Angelou's remarks are interesting because of her reported insistence on being called "Doctor," based on the honorary degrees she had received.  There's a bit of a contradiction going on there, I think.  I don't doubt Angelou's dedicated hard work at writing and speaking -- mastering the English language, in brief -- and thinking, and I respect her writings without regard to her lack of advanced formal schooling.  (I could point out that numerous distinguished white male writers have not attended college either, and chose to educate themselves.)   But since I wouldn't give unquestioning assent to the pronouncements of someone with an earned doctorate -- Henry Kissinger, to name an easy example -- I wouldn't give unquestioning assent to the pronouncements of someone with an honorary doctorate.

Granted, as some of her defenders pointed out, she demanded respect for her achievements in the face of widespread disrespect for the work of women and especially women of color.  But it's all the more meaningful to call for respect of people without degrees on their own merit, rather than appealing to honorary degrees or titles.  I certainly wouldn't fail to call a black female M.D. "Doctor" or a black female Ph.D. "Professor" if that was her title in a university.  But I wouldn't call a white male computer programmer "Doctor" based on a doctorate in computer science, let alone an honorary degree in something else.

It's perhaps easy for me to say this, given that I am not a black woman who grew up in Jim Crow America, and haven't faced the normative disrespect someone like Angelou fought against.  But if I take the quotation above seriously, she doesn't need to have a doctorate for me to respect her.  Insisting on being called "Doctor" undercuts her own declaration that people without degrees or titles also deserve respect and consideration.  (Indeed, the very title "Doctor" gets its prestige by virtue of its academic associations.)  And throwing around the word "ignorance" in this way earns the thrower a certain judicious disrespect.

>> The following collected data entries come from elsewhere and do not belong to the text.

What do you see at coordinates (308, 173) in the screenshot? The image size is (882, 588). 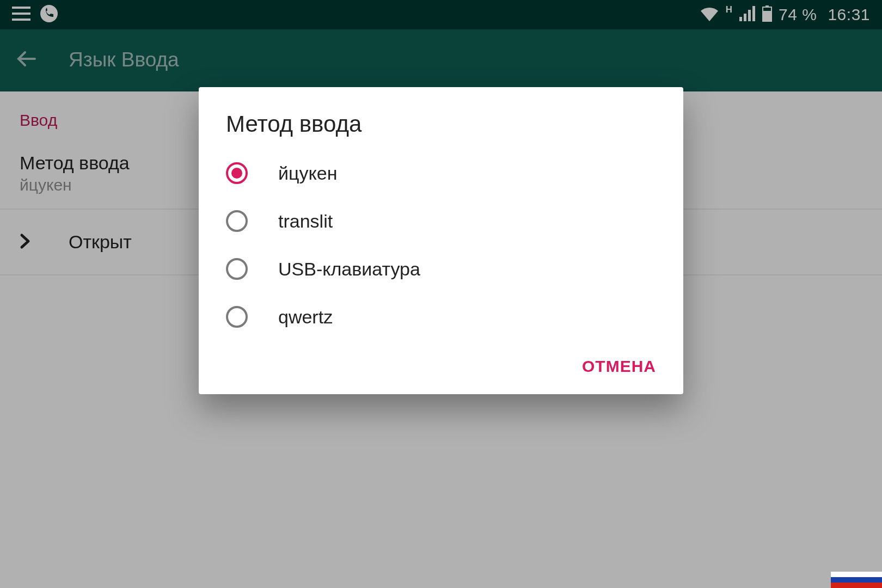 I see `option-label: йцукен` at bounding box center [308, 173].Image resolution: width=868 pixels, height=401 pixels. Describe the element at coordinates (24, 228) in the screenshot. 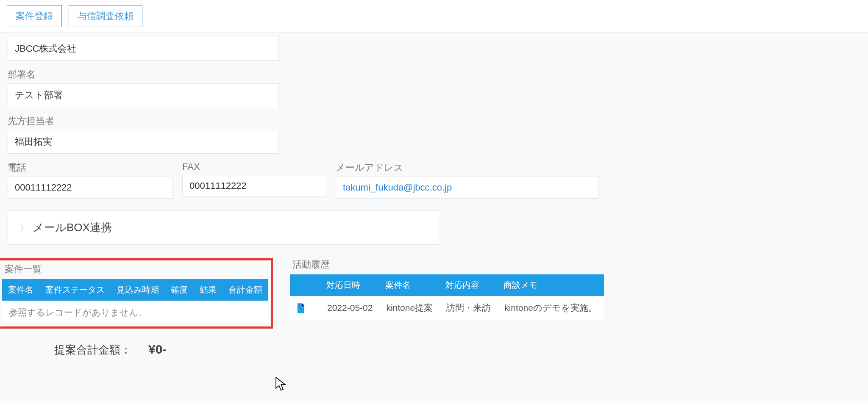

I see `chevron-right-icon: 〉` at that location.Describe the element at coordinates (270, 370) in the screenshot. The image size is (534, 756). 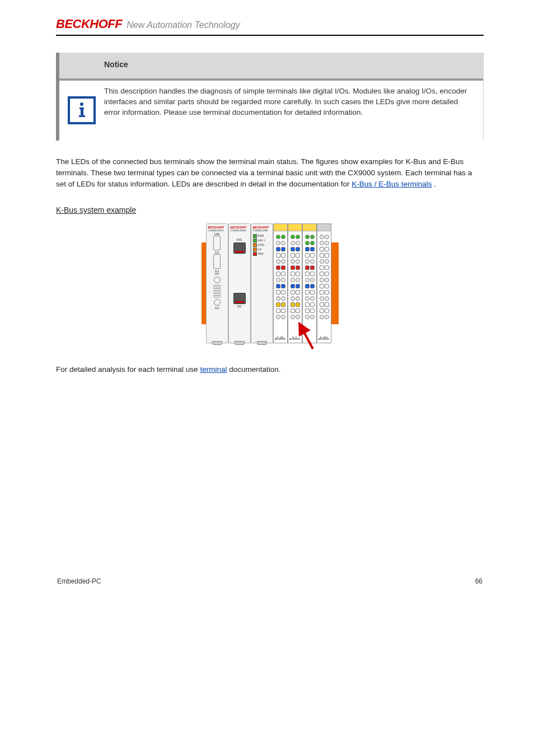
I see `paragraph-2: For detailed analysis for each terminal …` at that location.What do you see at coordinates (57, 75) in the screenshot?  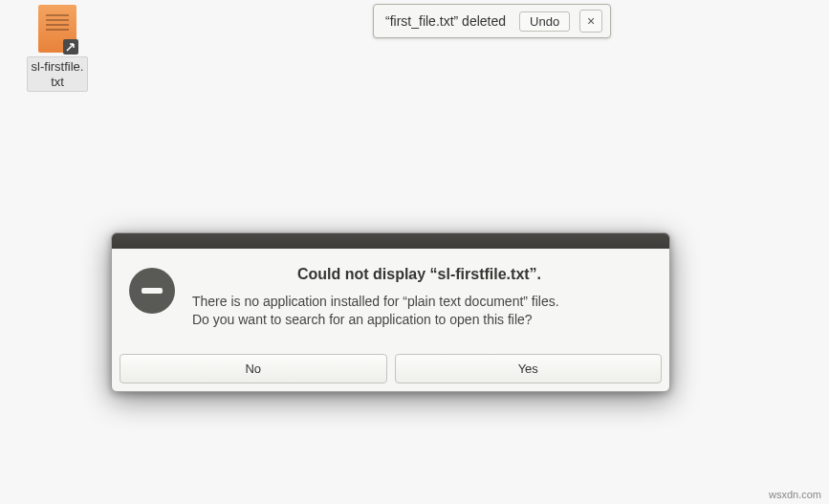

It was probably easy too for the dead white male Isaac Newton to say, as he's reported to have said:
I do not know what I may appear to the world, but to myself I seem to have been only like a boy playing on the sea-shore, and diverting myself in now and then finding a smoother pebble or a prettier shell than ordinary, whilst the great ocean of truth lay all undiscovered before me.
In my experience, smart people are acutely aware of the limits of their knowledge and the corresponding extent of their ignorance.  It appears to me that it's others, those who want to put them on a pedestal, who are uncomfortable about the idea that even the smartest, wisest people are ignorant and know it.  (That's apart from the tactical anti-intellectualism associated with some forms of religion, which mocks worldly knowledge in favor of submission to authority.)  Maybe this has something to do with the painful discovery most of us make, that our parents don't know everything and aren't infallible, which may lead to a search for someone who does know everything and is infallible.  Either someone knows everything and is perfect, or knows nothing and is a loser.  I take, not a middle path but a third one: we have some knowledge, but it's always incomplete, imperfect, and subject to correction.  The illiterate are not necessarily stupid; the literate are not necessarily smart.  But the illiterate are ignorant (of reading and writing).  Using ignorant as an insult does the ignorant no good, and doesn't indicate a lot of wisdom in the person who does the insulting.